Futhark is a parallel language, but the Futhark compiler is not a parallelising compiler. What this means is that parallelism in Futhark is explicit, and ultimately boils down to a small collection of primitive functions that the compiler knows how to turn into a parallel code. You cannot simply write down independent subexpressions and expect them to run in parallel: you must use a parallel function.

The simplest form of parallelism is map, which applies a function to each element of an array, producing a new array.

def xs = map (+2) [1,2,3]

Now xs has the value [3,4,5]. Of course, this is a trivial example. In most cases, arrays must have tens of thousands of elements for parallel execution to be worthwhile.
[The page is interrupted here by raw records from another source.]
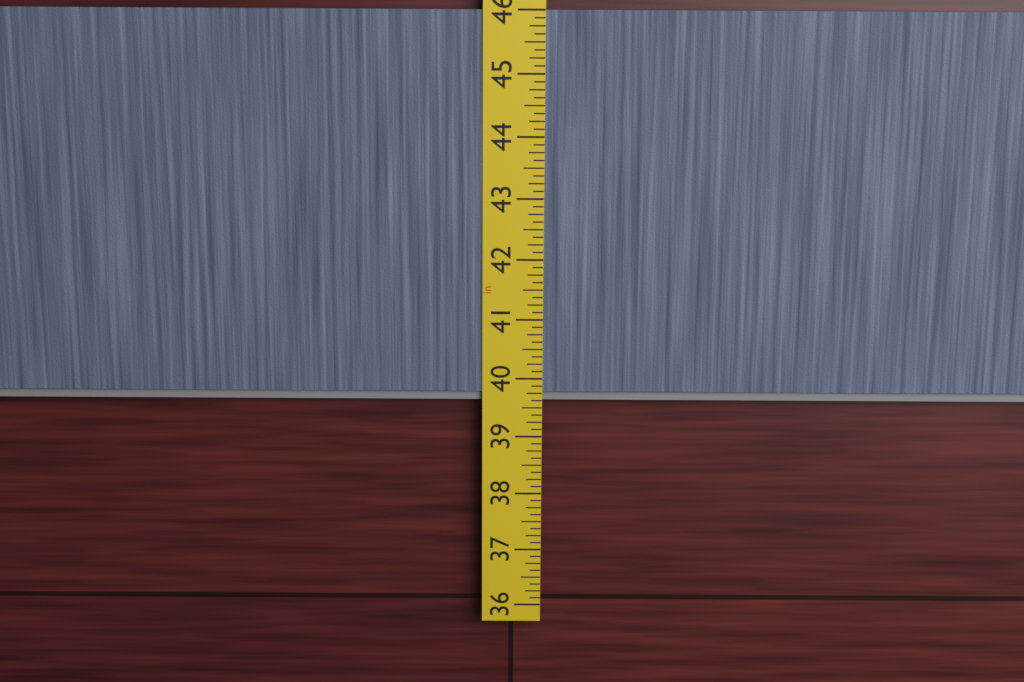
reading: 39.625 in
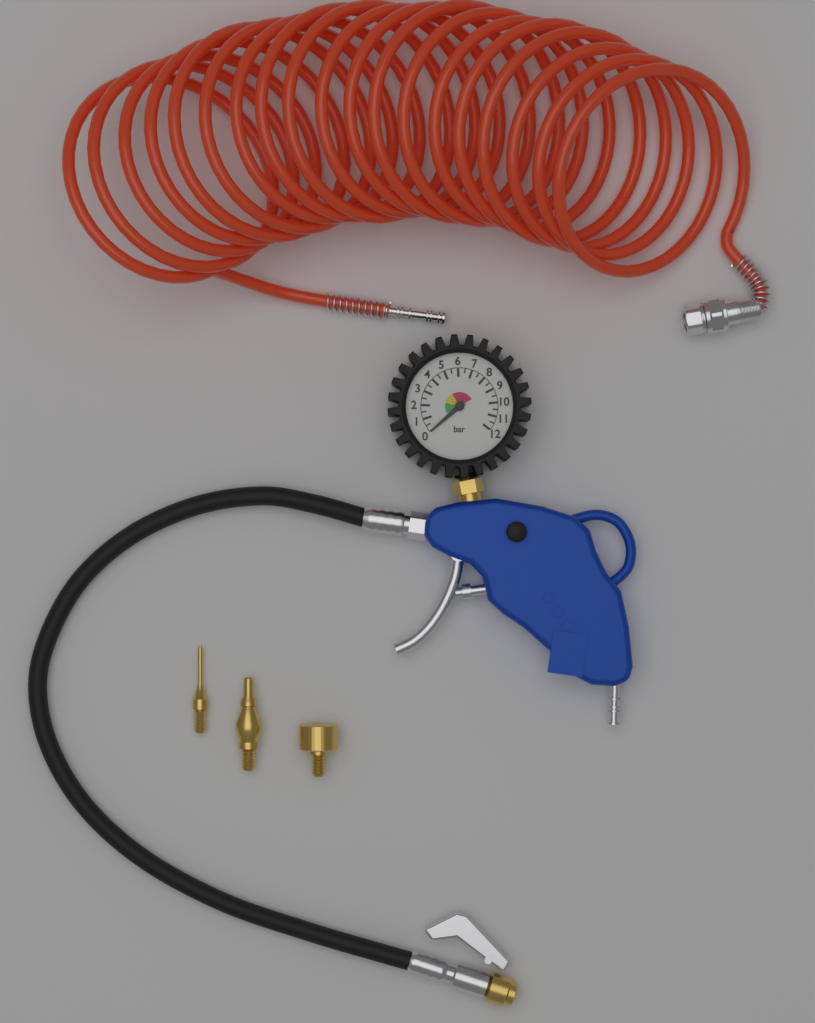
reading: 0.0 bar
However, for these examples, we will stick to arrays of a size that human minds can comprehend.

You generally don’t need to worry about chaining together multiple maps, as the compiler performs map fusion to combine multiple traversals.

def foo = map (*3) (map (+2) [1,2,3])

def bar = map (\x -> (x + 2) * 3) [1,2,3]

The definitions foo and bar will be exactly the same after optimisations, so feel free to use multiple maps with simpler functions if it makes the code more readable - it will have no effect on performance.

Two arrays can be combined to an array of pairs using zip:

def pairs = zip xs foo

pairs now has the value [(3, 9), (4, 12), (5, 15)]. This can be used to implement a function for adding vectors:

def vecadd xs ys =
  map (\(x,y) -> x + y) (zip xs ys)

This pattern is quite common, so there is a map2 function that allows us to forgo the explicit zip:

def vecadd_2 xs ys =
  map2 (\x y -> x + y) xs ys

One of the great strengths of Futhark is that parallelism can be nested. For example, to add two matrices, we simply use two nested map2s:

def matadd xss yss =
  map2 (\xs ys -> map2 (\x y -> x + y)
                       xs ys)
       xss yss

map is the simplest parallel function, yet is surprisingly versatile. Other common parallel function are reduce and scatter.